HR, recruiters targeted in year-long malware campaign

An attack campaign targeting HR departments and job recruiters has been stealthily compromising systems, Aryaka researchers have discovered.

By avoiding analysis environments and leveraging a specialized module designed to kill antivirus and endpoint detection software, the Russian-speaking attacker(s) behind this campaign have managed to keep their activity largely under the radar.

“We currently lack telemetry to determine how widespread the campaign is,” Aditya K. Sood, Aryaka’s VP of Security Engineering & AI Strategy, told Help Net Security.

“However, available artifacts indicate that the activity has likely been running silently for over a year, which may suggest a targeted and low-noise operation.”

Resume-themed ISO file starts the infection process

While the attack begins with a resume-themed ISO file delivered through recruitment channels, the initial infection vector remains unknown.

It is likely that the attachment links were distributed through spam emails, Sood told us, and the ISO file would be downloaded from Dropbox or a similar cloud storage service.

“Once mounted, the ISO appeared as a standard local drive, making its contents appear legitimate and encouraging the user to interact with the file,” Aryaka researchers explained in a report shared with Help Net Security.

HR recruiters malware resume

ISO file content (Source: Aryaka)

The PDF is actually a Windows shortcut (.lnk) file with a hidden extension and, if run, launches Windows Command Shell to then launch Powershell, which finally runs the script.ps1 file from within the mounted ISO.

The PowerShell script extracts hidden data from the image1.png file and uses it to “create” and execute another PS script in memory. That script downloads a file named SumatraPDF.zip from the attackers’ domains (such as “resumebuilders.us” and “thresumebuilder.com”) and extracts it into a temporary directory.

Within this archive are two files: SumatraPDF.exe and DWrite.dll. The former loads the latter via DLL sideloading, and the PS script attempts to launch the executable by using multiple execution methods.

Stealth above all

The malicious DWrite.dll starts collecting basic system information and initiates communication with the C2 server, which tells it to start a number of checks looking for evidence of virtual machines, debuggers, sandbox environments, analysis tools, and emulated systems running on the machine. If evidence of any of these are found, it will terminate the execution.

It will also terminate if it detects that the target machine is located in Russia or a CIS country.

“To further reduce defensive visibility, Windows Defender SpyNet policy registry keys are modified to disable cloud protection and automatic sample submission,” the researchers explained.

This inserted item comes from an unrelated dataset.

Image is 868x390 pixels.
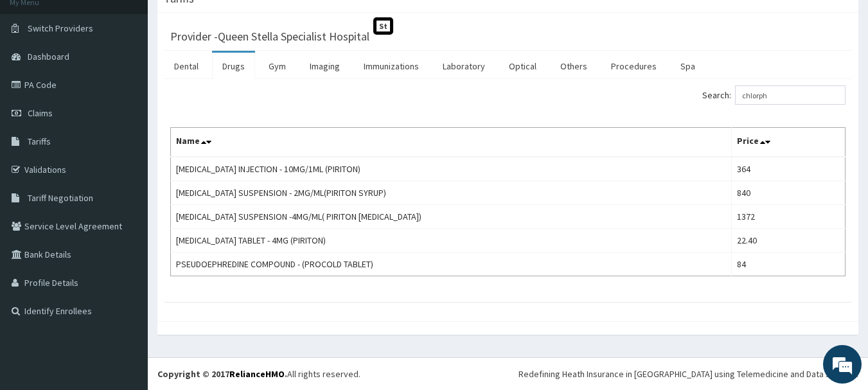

“In addition, the HypervisorEnforcedCodeIntegrity registry value is queried to determine whether Memory Integrity is enabled, which may influence later components that rely on driver-related functionality.”

Additional actions are triggered to mask the “noise” made by the execution of this payload.

Finally, after additional payloads/modules are downloaded from the C2 server, they are launched using process hollowing.

A new EDR killer

The researchers managed to identify additional infrastructure linked to this threat actor, which revealed that they also use the DWrite.dll to download a previously undocumented BlackSanta EDR killer.

BlackSanta loads vulnerable kernel-mode drivers like RogueKiller Antirootkit (v3.1.0) and IObitUnlocker.sys (v1.2.0.1), which allow it to access and tamper with the system memory and processes.

“Rather than functioning as a simple auxiliary payload, BlackSanta acts as a dedicated defense-neutralization module that programmatically identifies and interferes with protection and monitoring processes prior to the deployment of follow-on stages. By targeting endpoint security engines alongside telemetry and logging agents, it directly reduces alert generation, limits behavioral logging, and weakens investigative visibility on compromised hosts,” the researchers found.

They could not determine the exact malware ultimately delivered because the C2 server was unavailable; however, analysis of previous infections indicates that it likely deploys information-stealing modules.